Profile: Katie Shoemaker
December 2, 2020
When you look at your future what do you see yourself doing? For Katie Shoemaker, it wasn’t always teaching. Although her heart is full when she’s with her students, art gives her the same feeling.
Shoemaker’s career in painting began at Western Kentucky University, where she was lucky enough to study under one of her favorite artists, Yvonne Petkus.
“I went there initially because I was recruited for the track team […] I was able to both run track and also have a great art program there too,” Shoemaker said. “I started up doing oil paintings on commissions and then my friends and I, after college, we moved to Cincinnati, Ohio and started a gallery and a studio space […] It was me, I was a painter, and my other four friends who were graphic designers.”
Shoemaker explains that she was later interested in pursuing a teaching career after she moved to Portland, admitting that she had started to feel isolated.
“I’m a social butterfly and really felt like I missed communicating with people […] I didn’t want to come home from work and not want to paint,” Shoemaker added, “So I decided not to teach art, and to instead teach something that I really love, which is literature.”
She acknowledges the different ways that art can be incorporated into her classroom, and aims to connect with all of her students through both visual and written activities.
“Teaching literature automatically lends itself to work with art too. There’s so many ways that works of art in text can be interpreted visually,” Shoemaker explains. “Sometimes students who have trouble expressing what they think in writing can do it really well through art.”
She also believes that there is an important lesson to be learned from her experience in the art community, which can be applied to all aspects of life.
“I think the hardest lesson to learn for me, but the most valuable, is to not care what other people think, and to just do what you want to do,” Shoemaker said. “If you’re not doing what you want to do, it’s not fun, and it’s supposed to be […] Letting all of that go and not caving to pressure, that was always such a hard thing for me.”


§ Task to complete:
Nothing is to be output except the lines from the one containing "Give me the" through the end of the material, each reproduced exactly.

§ Supplied records:
____________

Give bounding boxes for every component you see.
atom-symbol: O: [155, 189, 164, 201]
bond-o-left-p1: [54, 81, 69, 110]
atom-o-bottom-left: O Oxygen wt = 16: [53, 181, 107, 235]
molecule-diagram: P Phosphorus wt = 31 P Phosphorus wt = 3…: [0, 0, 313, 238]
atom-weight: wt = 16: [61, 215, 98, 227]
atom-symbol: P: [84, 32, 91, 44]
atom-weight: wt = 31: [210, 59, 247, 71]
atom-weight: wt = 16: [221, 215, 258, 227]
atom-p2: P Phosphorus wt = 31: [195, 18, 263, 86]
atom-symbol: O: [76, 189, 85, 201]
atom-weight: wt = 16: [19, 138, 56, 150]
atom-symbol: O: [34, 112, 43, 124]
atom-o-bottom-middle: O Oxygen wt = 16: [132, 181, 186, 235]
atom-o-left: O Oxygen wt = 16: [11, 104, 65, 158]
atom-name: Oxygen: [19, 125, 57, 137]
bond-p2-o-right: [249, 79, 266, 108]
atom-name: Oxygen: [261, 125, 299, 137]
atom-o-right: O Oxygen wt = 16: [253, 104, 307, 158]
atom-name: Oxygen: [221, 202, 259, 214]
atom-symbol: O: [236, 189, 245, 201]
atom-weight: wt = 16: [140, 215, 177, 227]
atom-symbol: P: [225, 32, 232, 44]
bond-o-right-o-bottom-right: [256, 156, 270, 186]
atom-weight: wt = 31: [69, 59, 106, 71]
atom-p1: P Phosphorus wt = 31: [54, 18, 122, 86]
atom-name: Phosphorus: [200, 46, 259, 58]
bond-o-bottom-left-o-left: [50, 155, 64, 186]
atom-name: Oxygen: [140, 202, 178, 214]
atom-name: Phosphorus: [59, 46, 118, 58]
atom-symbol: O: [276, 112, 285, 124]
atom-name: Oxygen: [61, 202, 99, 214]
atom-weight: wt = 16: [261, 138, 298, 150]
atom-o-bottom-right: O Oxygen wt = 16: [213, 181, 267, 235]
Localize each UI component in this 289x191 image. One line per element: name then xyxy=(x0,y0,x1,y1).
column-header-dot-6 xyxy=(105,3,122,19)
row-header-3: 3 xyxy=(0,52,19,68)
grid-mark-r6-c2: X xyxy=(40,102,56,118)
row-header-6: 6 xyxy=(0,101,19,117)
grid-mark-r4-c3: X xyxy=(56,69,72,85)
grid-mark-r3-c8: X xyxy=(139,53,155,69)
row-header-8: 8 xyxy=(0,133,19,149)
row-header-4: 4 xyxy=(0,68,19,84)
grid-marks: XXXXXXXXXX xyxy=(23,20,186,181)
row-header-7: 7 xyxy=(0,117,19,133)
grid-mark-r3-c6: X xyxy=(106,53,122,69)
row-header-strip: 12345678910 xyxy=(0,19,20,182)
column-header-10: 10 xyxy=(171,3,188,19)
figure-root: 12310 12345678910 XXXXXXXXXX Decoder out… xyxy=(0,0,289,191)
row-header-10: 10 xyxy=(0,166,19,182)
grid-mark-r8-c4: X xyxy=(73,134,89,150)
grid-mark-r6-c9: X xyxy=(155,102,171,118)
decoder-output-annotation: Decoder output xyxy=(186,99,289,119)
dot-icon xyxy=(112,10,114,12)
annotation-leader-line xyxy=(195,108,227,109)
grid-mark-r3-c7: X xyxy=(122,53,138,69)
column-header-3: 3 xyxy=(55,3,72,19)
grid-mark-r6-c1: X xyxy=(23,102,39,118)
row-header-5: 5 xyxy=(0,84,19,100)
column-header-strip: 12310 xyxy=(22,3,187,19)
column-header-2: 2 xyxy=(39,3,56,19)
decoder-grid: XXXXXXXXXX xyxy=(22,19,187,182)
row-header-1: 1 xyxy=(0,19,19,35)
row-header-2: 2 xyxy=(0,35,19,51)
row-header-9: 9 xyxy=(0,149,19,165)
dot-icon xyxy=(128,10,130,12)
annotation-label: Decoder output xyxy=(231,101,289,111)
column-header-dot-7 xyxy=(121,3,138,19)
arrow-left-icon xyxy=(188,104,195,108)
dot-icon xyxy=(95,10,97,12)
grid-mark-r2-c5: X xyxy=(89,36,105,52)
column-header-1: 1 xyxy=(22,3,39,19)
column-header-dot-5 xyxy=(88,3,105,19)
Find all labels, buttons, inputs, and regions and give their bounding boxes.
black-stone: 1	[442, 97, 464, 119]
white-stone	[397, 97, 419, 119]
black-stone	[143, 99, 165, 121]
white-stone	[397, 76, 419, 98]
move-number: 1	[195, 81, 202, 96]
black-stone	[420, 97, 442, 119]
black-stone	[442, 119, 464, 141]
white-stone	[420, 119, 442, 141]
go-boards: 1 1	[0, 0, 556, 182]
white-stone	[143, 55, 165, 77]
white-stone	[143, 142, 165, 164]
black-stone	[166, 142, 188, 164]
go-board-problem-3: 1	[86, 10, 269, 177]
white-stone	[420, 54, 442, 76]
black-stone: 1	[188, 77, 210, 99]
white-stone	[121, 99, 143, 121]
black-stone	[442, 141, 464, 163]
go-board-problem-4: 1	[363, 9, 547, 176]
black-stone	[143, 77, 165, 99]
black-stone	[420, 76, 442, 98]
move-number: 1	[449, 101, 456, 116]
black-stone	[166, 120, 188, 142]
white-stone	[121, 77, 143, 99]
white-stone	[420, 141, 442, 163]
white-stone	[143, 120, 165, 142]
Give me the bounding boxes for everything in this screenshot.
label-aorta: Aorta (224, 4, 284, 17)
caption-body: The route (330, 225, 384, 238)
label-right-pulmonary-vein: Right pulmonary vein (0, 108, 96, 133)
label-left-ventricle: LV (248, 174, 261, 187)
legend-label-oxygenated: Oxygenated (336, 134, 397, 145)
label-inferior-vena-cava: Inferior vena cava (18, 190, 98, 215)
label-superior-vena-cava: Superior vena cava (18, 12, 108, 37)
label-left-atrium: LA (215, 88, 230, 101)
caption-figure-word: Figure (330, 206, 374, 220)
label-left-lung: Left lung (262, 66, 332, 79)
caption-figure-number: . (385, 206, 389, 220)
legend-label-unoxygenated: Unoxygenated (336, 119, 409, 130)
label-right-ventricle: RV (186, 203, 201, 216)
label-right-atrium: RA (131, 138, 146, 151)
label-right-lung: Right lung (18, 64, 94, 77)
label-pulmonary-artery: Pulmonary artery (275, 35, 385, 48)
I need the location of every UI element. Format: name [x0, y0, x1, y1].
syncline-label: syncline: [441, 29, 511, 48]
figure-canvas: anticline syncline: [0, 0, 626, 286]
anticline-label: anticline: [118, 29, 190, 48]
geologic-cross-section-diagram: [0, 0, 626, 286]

____________

§ Answer to this task:
Give me the bounding boxes for everything in this screenshot.
label-aorta: Aorta (224, 4, 284, 17)
caption-body: The route (330, 225, 384, 238)
label-right-pulmonary-vein: Right pulmonary vein (0, 108, 96, 133)
label-left-ventricle: LV (248, 174, 261, 187)
legend-label-oxygenated: Oxygenated (336, 134, 397, 145)
label-inferior-vena-cava: Inferior vena cava (18, 190, 98, 215)
label-superior-vena-cava: Superior vena cava (18, 12, 108, 37)
label-left-atrium: LA (215, 88, 230, 101)
caption-figure-word: Figure (330, 206, 374, 220)
label-left-lung: Left lung (262, 66, 332, 79)
caption-figure-number: . (385, 206, 389, 220)
legend-label-unoxygenated: Unoxygenated (336, 119, 409, 130)
label-right-ventricle: RV (186, 203, 201, 216)
label-right-atrium: RA (131, 138, 146, 151)
label-right-lung: Right lung (18, 64, 94, 77)
label-pulmonary-artery: Pulmonary artery (275, 35, 385, 48)
I need the location of every UI element. Format: name [x0, y0, x1, y1].
syncline-label: syncline: [441, 29, 511, 48]
figure-canvas: anticline syncline: [0, 0, 626, 286]
anticline-label: anticline: [118, 29, 190, 48]
geologic-cross-section-diagram: [0, 0, 626, 286]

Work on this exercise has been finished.